The food chain really is sun -> algae -> krill (and sometimes small fish) -> humpback whale
Like what? Emotional support dolphin?
But seriously, we may not have much choice. Natural evolution stopped being able to adapt to environmental changes after it created us; genetic engineering is essentially the only way to make biology adaptable enough again.
But since we humans are pretty arrogant with our wisdom and lack long term patience, I can see many ways where well-intended meddling can end up in catastrophe overall.
https://www.projectceti.org/
The same goes for most of our ecological problems, really.
>There is a federal law that prohibits people from communicating with dolphins.
>It’s called the Marine Mammal Protection Act. Signed in 1972 by President Richard Nixon, the federal law was created to protect marine mammals from being hunted, harassed, captured or killed.
>In a sense, talking to or communicating with dolphins could qualify as harassment under the Marine Mammal Protection Act.
>There are two levels of harassment, according to the National Oceanic and Atmospheric Administration. Harassment at one level is considered “any act of pursuit, torment, or annoyance that has the potential to injure a marine mammal or marine mammal stock in the wild.”
>On another level, harassment is defined by the NOAA as “acts having the potential to disturb (but not injure) a marine mammal or marine mammal stock in the wild by disrupting behavioral patterns, including, but not limited to, migration, breathing, nursing, breeding, feeding, or sheltering.”
Sorry. I couldn’t resist.
For the uninitiated: https://en.wikipedia.org/wiki/List_of_progressive_rock_super...
> Bursting from their enormous lungs at over 300mph (483km/h), a humpback whale's blow can rise up to 7m (23ft) into the air.
Pick a lane BBC.
But this is great news. Also the fact that whales "transport huge amounts of nutrients across the globe" (linking to [1]) is fascinating.

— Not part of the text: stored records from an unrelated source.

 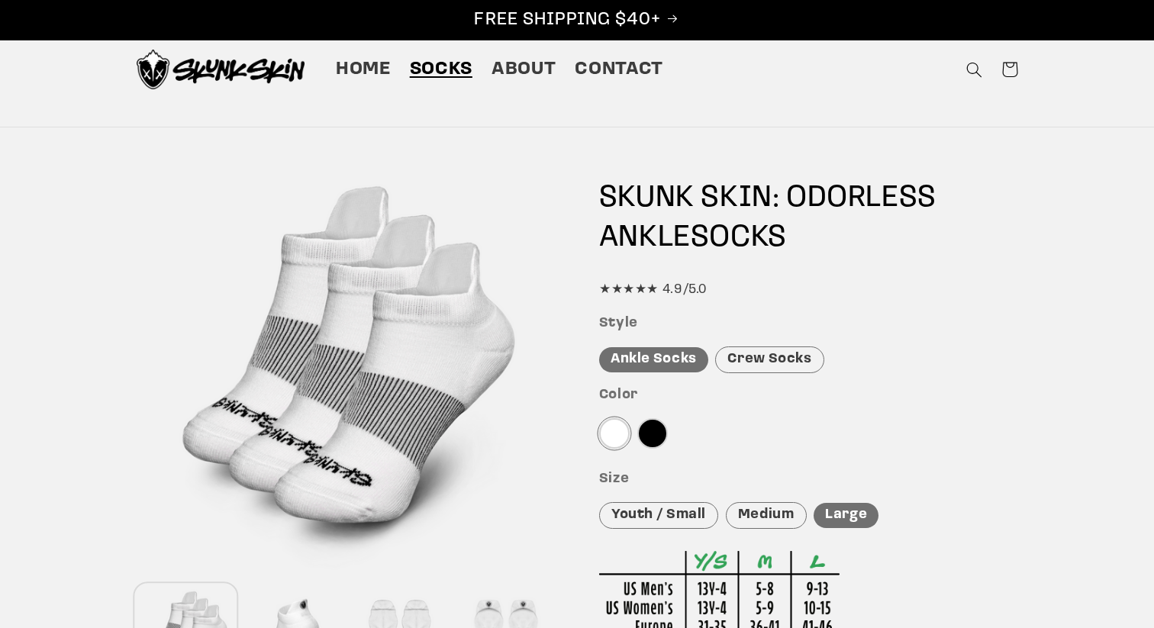 What do you see at coordinates (808, 479) in the screenshot?
I see `h3: Size` at bounding box center [808, 479].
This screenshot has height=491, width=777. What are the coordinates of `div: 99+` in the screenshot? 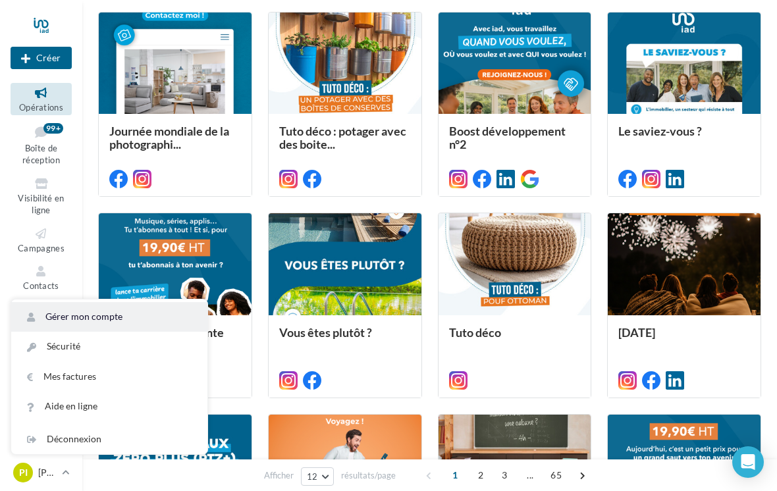 It's located at (53, 128).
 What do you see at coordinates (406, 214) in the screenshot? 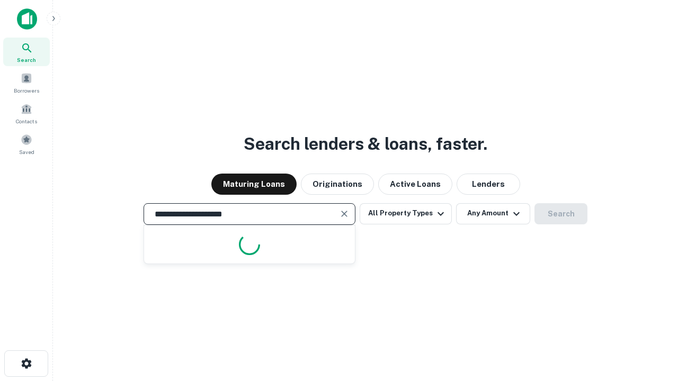
I see `button: All Property Types` at bounding box center [406, 214].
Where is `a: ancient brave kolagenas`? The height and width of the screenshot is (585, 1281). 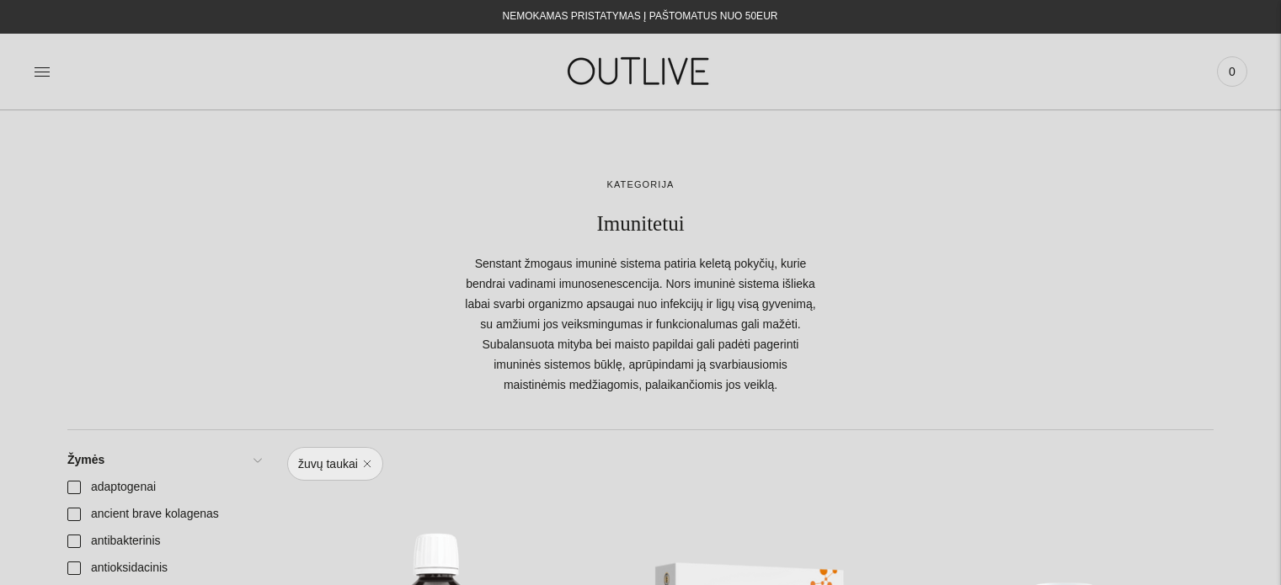 a: ancient brave kolagenas is located at coordinates (163, 515).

The role of whales in sucking up critters in one place and pooping them out elsewhere being a fundamental dynamic that drives global ocean ecosystems... just chefs kiss
[1] https://www.nature.com/research-intelligence/nri-topic-summa...)
Said from a proudly metric country, New Zealand, where everyone knows their weight in kilograms and height in feet and inches.
But whales routinely dive deep, and their tail fin is _horizontal_ and it creates powerful updrafts.
Another organism that affects mixing is apparently jellyfish.